Tag Archives: Intertextuality

AIUCD 2016, Venice

Photo of a fingerprintWe’re very pleased to announce that eTRAP will be giving a text reuse tutorial at the annual conference of the Italian Association for Digital Humanities in Venice, Italy, this coming September! It’s the only tutorial of the conference and it will run on 6th and 7th September at the Ca’ Foscari University.

The tutorial builds on eTRAP’s research activities, most of which deploy Marco Büchler’s TRACER tool. TRACER is a suite of algorithms aimed at investigating text reuse in multifarious corpora, be those prose, poetry, in Italian or medieval German. TRACER provides researchers with statistical information about the texts under investigation and its integrated reuse visualiser, TRAViz, displays the reuses in a more readable format for further study.

This tutorial seeks to teach participants to independently understand, use and run TRACER. For the purpose of the tutorial and to ensure the smoothest possible outcome, participants will initially be working on data-sets provided by eTRAP. Depending on the overall progress, we may also allocate some time to investigating the participants’ own data-sets, provided these comply with the TRACER format1.

The workshop will be conducted in English. An Italian version of the tutorial flyer is available here. For more information about previous editions of this tutorial, visit our Events page.

Eligibility & Requirements

If you’re interested in exploring text reuse between two or multiple texts (in the same language) and would like to learn how to do it semi-automatically, then this tutorial is for you. In order to provide everyone with adequate (technical) assistance, the workshop can only accommodate 12 participants. To apply to the tutorial, please send your CV and a motivation letter to etrap-applications(at)gcdh(dot)de by July 31th, 2016. Those accepted will have to register for the AIUCD conference.

We look forward to seeing you in Venice!


1Should you be interested in investigating your own texts, please send us an email to the address above so that we can send you the requirements.

JDMDH Special Issue: Call for Contribution

JDMDH Call for Contribution: Special Issue on Computer-Aided Processing of Intertextuality in Ancient Languages

Europe’s future is digital”. This was the headline of a speech given at the Hannover exhibition in April 2015 by Günther Oettinger, EU-Commissioner for Digital Economy and Society. While businesses and industries have already made major advances in digital ecosystems, the digital transformation of texts stretching over a period of more than two millennia is far from complete. On the one hand, mass digitisation leads to an „information overload“ of digitally available data; on the other, the “information poverty” embodied by the loss of books and the fragmentary state of ancient texts form an incomplete and biased view of our past. In a digital ecosystem, this coexistence of data overload and poverty adds considerable complexity to scholarly research.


- _PROBLEM STATEMENT_:
Each line from the one containing "locate cabbage" to the end of the listing below should be repeated exactly, with no other line included.

*** Opening PROVIDED RECORDS ***

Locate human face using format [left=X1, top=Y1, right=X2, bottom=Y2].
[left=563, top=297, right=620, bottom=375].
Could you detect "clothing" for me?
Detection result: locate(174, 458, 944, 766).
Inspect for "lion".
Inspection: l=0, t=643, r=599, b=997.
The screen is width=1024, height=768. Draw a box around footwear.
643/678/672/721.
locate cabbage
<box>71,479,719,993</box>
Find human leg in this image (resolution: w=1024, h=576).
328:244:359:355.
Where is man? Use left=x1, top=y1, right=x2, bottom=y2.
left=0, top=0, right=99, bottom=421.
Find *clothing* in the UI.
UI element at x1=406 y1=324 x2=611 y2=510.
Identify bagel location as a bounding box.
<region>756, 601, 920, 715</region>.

*** Closing PROVIDED RECORDS ***

- _PROBLEM SOLUTION_:
locate cabbage
<box>71,479,719,993</box>
Find human leg in this image (resolution: w=1024, h=576).
328:244:359:355.
Where is man? Use left=x1, top=y1, right=x2, bottom=y2.
left=0, top=0, right=99, bottom=421.
Find *clothing* in the UI.
UI element at x1=406 y1=324 x2=611 y2=510.
Identify bagel location as a bounding box.
<region>756, 601, 920, 715</region>.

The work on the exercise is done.